Reviewed by W.J. Keith

W.J. Keith is a retired professor of English at the University of Toronto and author A Sense of Style: Studies in the Art of Fiction in English-Speaking Canada.

Review

This is a popular or populist biography of Milton Acorn, “the
People’s Poet,” that also contains selections from poems either
hitherto unpublished or not currently in print. I say “popular or
populist” because Chris Gudgeon has taken pains to avoid writing an
“academic” book on the university-press pattern. He has, however,
undertaken extensive research, partly by interviewing relatives,
friends, and acquaintances and partly by ferreting out obscure printings
in generally inaccessible issues of defunct little magazines. His book
is therefore scholarly but without the suggestion of stuffiness that
often accompanies that word.

This strategy is readily understandable. Acorn was a self-made man with
grassroot convictions about socialism and the people, a cantankerous
enemy of whatever he considered privileged, bourgeois, or effete. It
would be a grave mistake to shroud his life in literary respectability.
At the same time, the general absence of footnotes and of any extensive
bibliography means that dedicated students cannot easily follow up
references. (Where, for example, are Acorn’s surviving manuscripts?)

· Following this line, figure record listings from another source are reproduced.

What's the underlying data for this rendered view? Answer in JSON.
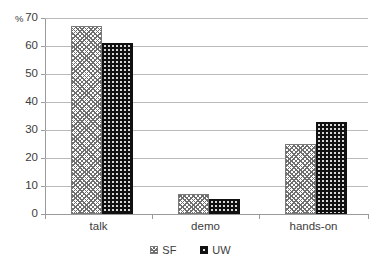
{
  "chart_data": {
    "type": "bar",
    "title": "",
    "xlabel": "",
    "ylabel": "%",
    "ylim": [
      0,
      70
    ],
    "yticks": [
      0,
      10,
      20,
      30,
      40,
      50,
      60,
      70
    ],
    "grid": true,
    "legend_position": "bottom-center",
    "categories": [
      "talk",
      "demo",
      "hands-on"
    ],
    "series": [
      {
        "name": "SF",
        "values": [
          67,
          7,
          25
        ],
        "pattern": "light-checker",
        "color": "#ffffff"
      },
      {
        "name": "UW",
        "values": [
          61,
          5.5,
          33
        ],
        "pattern": "dark-dotted",
        "color": "#111111"
      }
    ]
  },
  "axis": {
    "unit_label": "%",
    "tick_labels": [
      "70",
      "60",
      "50",
      "40",
      "30",
      "20",
      "10",
      "0"
    ]
  },
  "categories": [
    {
      "label": "talk"
    },
    {
      "label": "demo"
    },
    {
      "label": "hands-on"
    }
  ],
  "legend": {
    "items": [
      {
        "label": "SF",
        "swatch": "sf-pattern-swatch"
      },
      {
        "label": "UW",
        "swatch": "uw-pattern-swatch"
      }
    ]
  },
  "colors": {
    "gridline": "#b9b9b9",
    "axis": "#9a9a9a",
    "text": "#3c3c3c",
    "series_uw": "#111111",
    "series_sf": "#ffffff"
  }
}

Out of This World is, then, a somewhat uneasy but on the whole quite
successful compromise between the populist and the soberly serious. It
does, however, encounter problems. I doubt, for example, that many of
the readers who are attracted to the book for sociopolitical reasons are
likely to be interested in Gudgeon’s background information on
Acorn’s poetic context, while literary scholars will want more. I
would have liked more, for instance, on Acorn’s religious attitudes,
which are mentioned but not fully discussed. Further attention might
also have been paid to the complexities of his having been a nationalist
who saw treacherous betrayal in poets turning to non-Canadian traditions
for their poetics, but who himself submitted to the political ideology
of (God save us!) Joseph Stalin. And I don’t think Gudgeon should so
casually shrug off Acorn’s later protests against abortion and “gay
rights” as evidence of mental decline.

Nevertheless, this is an absorbing—though

often sad and sometimes even pathetic—story of a decidedly fractious
human being who, at his best, was a very fine poet, even if not quite
the outstanding genius that Gudgeon’s engaging enthusiasm sometimes
suggests.

Citation

Gudgeon, Chris., “Out of This World: The Natural History of Milton Acorn,” Canadian Book Review Annual Online, accessed September 20, 2024, https://cbra.library.utoronto.ca/items/show/4841.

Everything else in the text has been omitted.